The Raspberry Pi Foundation has announced that its Model A computer is (finally) available for purchase in Europe. The Raspberry Pi Model A is the small computer that the foundation originally pitched as the low-cost $25 PC. The other computer is the Model B, which has been available for some time now. The Model A is a stripped down version of the Model B covered previously. It features a single USB port, and half of the RAM of the latest Model B at 256MB. Further, there is no Ethernet jack on the model B, so users wanting Internet access will have to grab a USB NIC.
The Model A PC. Notice the lack of Ethernet support.
The Model A is powered by the same Broadcom BCM2835 chipset as the Model B. That includes an ARM1176JZFS processor clocked at 700MHz and a Videocore 4 GPU. The GPU is capable of hardware accelerating H.264 video decodes at up to 1080p30 and 40Mbps video.
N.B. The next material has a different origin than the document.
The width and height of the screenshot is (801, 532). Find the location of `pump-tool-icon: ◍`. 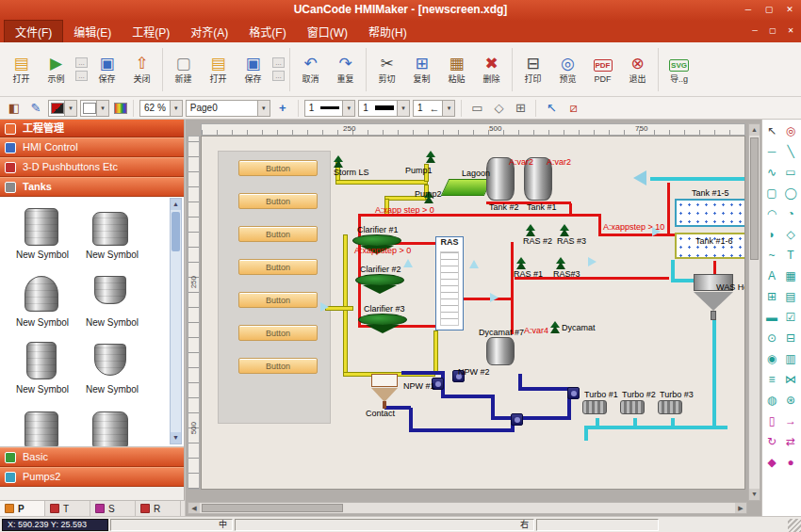

pump-tool-icon: ◍ is located at coordinates (773, 401).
The GPU is rated at 24 GLOPS general compute performance, and it supports the OpenGL ES2.0 and OpenVG libraries.
Interestingly, the Model A was originally planned to have a mere 128MB of RAM, but with the update of the Model B to 512MB RAM, the Raspberry Pi Foundation was also able to include twice the RAM in the Model A while maintaining the $25 price point.
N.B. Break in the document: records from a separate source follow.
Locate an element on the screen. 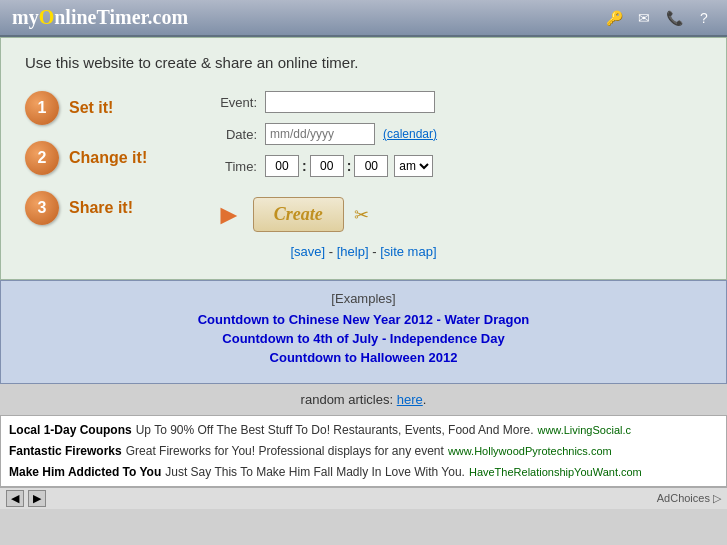 The image size is (727, 545). step-3: 3 Share it! is located at coordinates (100, 208).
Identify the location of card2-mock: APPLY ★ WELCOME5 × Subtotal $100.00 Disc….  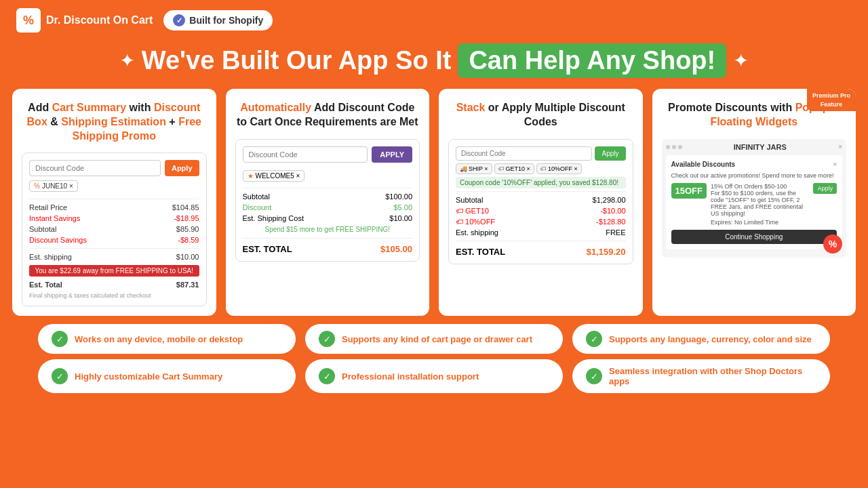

The underside of the Raspberry Pi Model A.
The Model A reportedly uses as much as a third of the power as the Model B, which makes it ideal for projects that will run off of battery or renewable energy sources–like solar. The Raspberry Pi Foundation suggests that the Model A will be useful in robotics and networking projects, for example.
The Model A Raspberry Pi PC is currently available in Europe, but US availability is coming soon. It will cost $25, but you will also need at least an SD card for the operating system and a DC power source (like a cell phone wall charger with male micro USB connector). The promised $25 PC is finally here (at least for those on the other side of the pond). What will you be using it for?
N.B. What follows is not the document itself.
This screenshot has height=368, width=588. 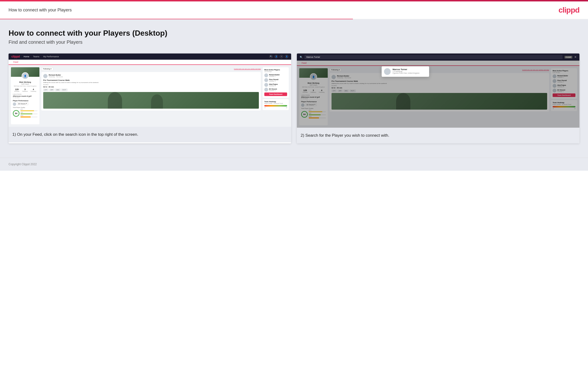 I want to click on quality-score-2: 84, so click(x=304, y=114).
Read more about the Raspberry Pi at PC Perspective.
are there micro power
are there micro power supplies? Anyone supply a newegg link?
If the computer itself is ultra small but needed periphs liks ssd, case, psu are relatively large, i don’t see much use for this thing.
does this have any real world
does this have any real world practical applications?
can this be used to make something similar to a jailbroken apple tv where you can laf XBMC etc?
Does this thing run Ubuntu Linux?
would love to see you guys build an Apple TV clone and discuss like you did for your hackintosh on your podcadt.
I have been slowly looking
I have been slowly looking into these boards. It’s designed for a Linux OS where 3 version are supported by the community.
Because running Windows XP on it is not well supported (some hacks out there), it won’t work for a particular project (now cancelled).
Another project which I’d like to try this for is a compact IP WebCam System. It has been done by some members in the community (Bird Watcher), however it does seem to require a lot of labour to get it going. I have read that XBMC is possible, but not sure if that is where I want to go with this system.